Bit interesting information dropped by Larry Lemke in a online video discussion. He’s an aerospace engineer at NASA Ames Research Center. He says that his father once confided in him that he had worked on crash retrieval materials, and that he was able to verify that to some extent:
Peter Skafish @heterology: "What's the thing that's led you to understand the most, there really has been long standing secrecy about UAP from the U.S. government?"
Larry Lemke: "Well, probably the most convincing thing is, my father worked for the Lawrence Berkeley Rad Lab from about roughly 1955 to 1965."
Skafish: "And just quick, you mean the Lawrence Berkeley radioactive materials or radiation lab."
Lemke: "Radiation Lab, yeah. Which was part of the Manhattan Project. In fact, it was the...that's where Oppenheimer and Teller and Lawrence and all those guys, you know, that's where they started, in the physics department there at Berkeley and the Rad Lab.
"And so, he worked there, as I said, approximately 10 years from about 1955 to roughly 1965. And later in life, after I had become a professional aerospace engineer and worked for NASA and so forth, I got him talking about, you know, what he did there, what was happening. And this was around the time that the whole Roswell story was starting to become big, around, I guess, the mid-to-late 1980s where people like Jesse Marcel were coming out, and so forth and so on.
"And my father confided in me that when he was at the Rad Lab there, he had actually been tasked, at one point, to work on pieces of recovered UFOs. In fact, the exact words he used, he says, you know, 'I worked on a piece of that thing that crashed in New Mexico.' And interestingly enough, he never actually said Roswell. So, given that there might have been more than one thing that crashed in New Mexico - I'm not really sure what it would have been - but reported working with some of these materials, and the so-called Roswell memory foil in particular.
"And so, at the time, I actually, within NASA, I had a security clearance, and I had to pause and sort of wonder, you know, was I just a recipient of unauthorized disclosure of classified information (laughs)? And I ultimately decided, no, I wasn't because, you know, I mean, some level, just a conversation. You know, it's not like I've been read into a program or something.
"But, in any case, you know, I sort of prodded at that and tried to cross check it and verify and so forth. And to some extent, did.
"And so, it was actually, during the course, more recently, when David Grusch came out and and pointed out that the the Atomic Energy Act was modified in 1955 in a kind of a clever way to include UFO materials under the topic, or under the category of special-nuclear material. That, to me, it kind of provided some more validation.
So, I had long thought and had long figured out that,
given that there was a highly-classified component of the so-called Legacy program, that a large and probably more sensitive component of it was inside the the Atomic Energy Commission of what is now, of course, the [Department of] @ENERGY. Which, to me, would be very logical place to put it.
"I've thought for quite some time that the UFO secrecy program was modeled very closely on the Manhattan Project, having come out of around the same time and out of the same sort of national-security, you know, mentality. So, to me, it made perfect sense that that would be...given, you know, 1945 or six or seven, if you were looking for a model of how you would keep something like this highly classified, that would probably be what you would use as the model.
"And so that actually kind of ties in, I think, with what Hal was was talking about. To me, the model for declassification would also probably follow the pattern of what happened then. Because, of course, the bomb was developed under high levels of secrecy, but once it was used, the secret was out. I mean, the secret that we could do that was out. You couldn't hide that anymore, and so you had to admit it.
"And so, what we did was, among other things, in order to develop nuclear technology in the civilian world or even inside the military, you had to bring on...you had to educate a new generation of scientists and engineers with the knowledge that they would need to be able to to build nuclear reactors and things like that. And so they had to declassify a certain amount of the information in order for there to be, you know, a workforce that was adequate to develop.
"And I think the same thing would probably apply here. At some point, you'll have to declassify enough of the knowledge so that if you really do want to develop this technology [on] a large scale, there's gonna be enough people in the professional workforce to be able to deal with it. Again, you know, you're probably gonna wanna retain some of the more sensitive stuff that's gonna probably have, you know, weapons implications and so forth, to keep that classified as as we do with with H bombs today. You know, that's still classified. But I think that, to me, that's probably the model that we should be looking at."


(What you have to do):
Could you transcribe every entry below exactly, leaving out the pictures?

(Figure dataset records):
-*-

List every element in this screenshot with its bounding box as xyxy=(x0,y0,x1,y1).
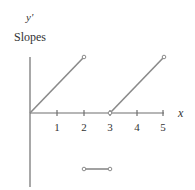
y-axis-label: y' xyxy=(25,11,34,23)
x-tick-label-3: 3 xyxy=(107,121,113,133)
slope-segment-1 xyxy=(30,57,84,113)
open-endpoint xyxy=(162,55,166,59)
open-endpoint xyxy=(82,55,86,59)
open-endpoint xyxy=(108,167,112,171)
x-tick-label-1: 1 xyxy=(54,121,60,133)
x-axis-label: x xyxy=(177,106,184,120)
open-endpoint xyxy=(82,167,86,171)
chart-title: Slopes xyxy=(14,30,46,44)
x-tick-label-4: 4 xyxy=(134,121,140,133)
open-endpoint xyxy=(108,111,112,115)
x-tick-label-5: 5 xyxy=(160,121,166,133)
slope-segment-3 xyxy=(110,57,164,113)
slopes-chart: 1 2 3 4 5 x y' Slopes xyxy=(0,0,195,190)
x-tick-label-2: 2 xyxy=(81,121,87,133)
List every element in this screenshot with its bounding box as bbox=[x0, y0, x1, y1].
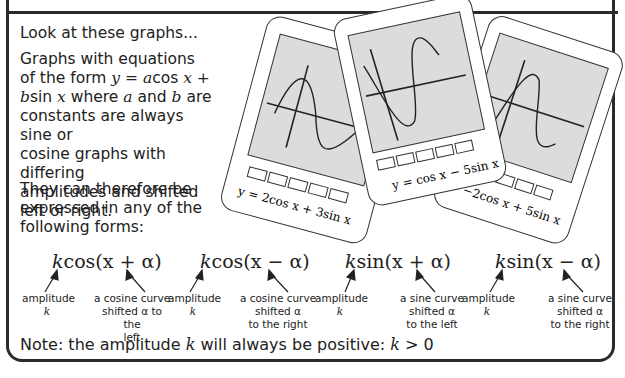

-*-

(Written answer):
List every element in this screenshot with its bounding box as xyxy=(x0,y0,x1,y1).
y-axis-label: y' xyxy=(25,11,34,23)
x-tick-label-3: 3 xyxy=(107,121,113,133)
slope-segment-1 xyxy=(30,57,84,113)
open-endpoint xyxy=(162,55,166,59)
open-endpoint xyxy=(82,55,86,59)
open-endpoint xyxy=(108,167,112,171)
x-tick-label-1: 1 xyxy=(54,121,60,133)
x-axis-label: x xyxy=(177,106,184,120)
open-endpoint xyxy=(82,167,86,171)
chart-title: Slopes xyxy=(14,30,46,44)
x-tick-label-4: 4 xyxy=(134,121,140,133)
open-endpoint xyxy=(108,111,112,115)
x-tick-label-5: 5 xyxy=(160,121,166,133)
slope-segment-3 xyxy=(110,57,164,113)
slopes-chart: 1 2 3 4 5 x y' Slopes xyxy=(0,0,195,190)
x-tick-label-2: 2 xyxy=(81,121,87,133)
List every element in this screenshot with its bounding box as bbox=[x0, y0, x1, y1].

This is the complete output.